Audiobooks are my practical favorite fiction delivery method, even though I still have a soft spot in my heart for physical books. The fact is, I just don’t have time to read them. But I can listen to audiobooks when I’m driving, at the gym, and when I’m getting ready for work—so I can either consume a good book in anywhere from three days to a week, or determine quickly whether a less-than-stellar book just isn’t worth the time investment. I’m almost never listening to one at the same time as anyone else I know, though, and therefore I lack a community for discussion. So I finally realized I should blog about them, in the hopes that someone might chime in. 🙂
I raced through Ready Player One in probably five days. This is one of those unique stories that is clearly a labor of love; author Ernest Cline seemed to have combined all of his favorite things (video games, role playing games, 80s pop culture) into one outrageously imaginative quest. The premise: James Halliday, multi-billionaire and inventor of the massive online virtual reality world known as The OASIS, dies. But he leaves behind an “easter egg” somewhere in the OASIS, a buried treasure which will allow the finder to inherit his entire fortune. Halliday was a child of the 1980s, and obsessed with its popular culture—so any “gunter” (as the egg hunters come to call themselves) who wishes to find the egg must likewise immerse him or herself in 80s pop culture, including the video games from that era, in order to successfully follow the clues and clear the gates standing between the gunter and the egg.
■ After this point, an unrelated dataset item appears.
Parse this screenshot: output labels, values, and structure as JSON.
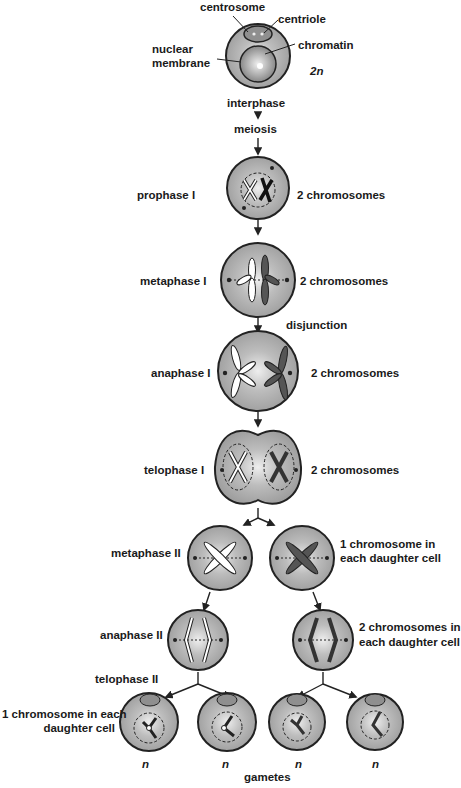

The story’s main character is Wade Watts, but his avatar in the OASIS is Parzival, after Arthur’s knight who found the Holy Grail (though most versions spell his name as Percival. But I digress.) Parzival grew up in a trailer park with an abusive family, and was bullied in school, so when he has the chance to enroll in virtual school within the OASIS, he jumps at the chance. As far as he’s concerned, the less of his life he lives in the real world, the better. All of his virtual “friends” whom he meets along the way also hide various secrets behind their avatars, which I found to be an interesting commentary on the growing online culture. My biggest issue with the book was the author’s periodic political and religious soapbox, which he clearly placed in the mouth of his main character: there was a long drawn-out first person narration towards the beginning that I found off-putting. Those themes did recur a few more times, but they weren’t integral to the story, and were easily overlooked.
In many ways, the story is a classic quest tale where the characters have to puzzle out the clues in order to move forward, and this by itself would have made me love it. But the world building is so spectacular, the characterizations so rich, and the unique way the author ties in his own passions truly makes it a masterpiece. I can’t wait for the film!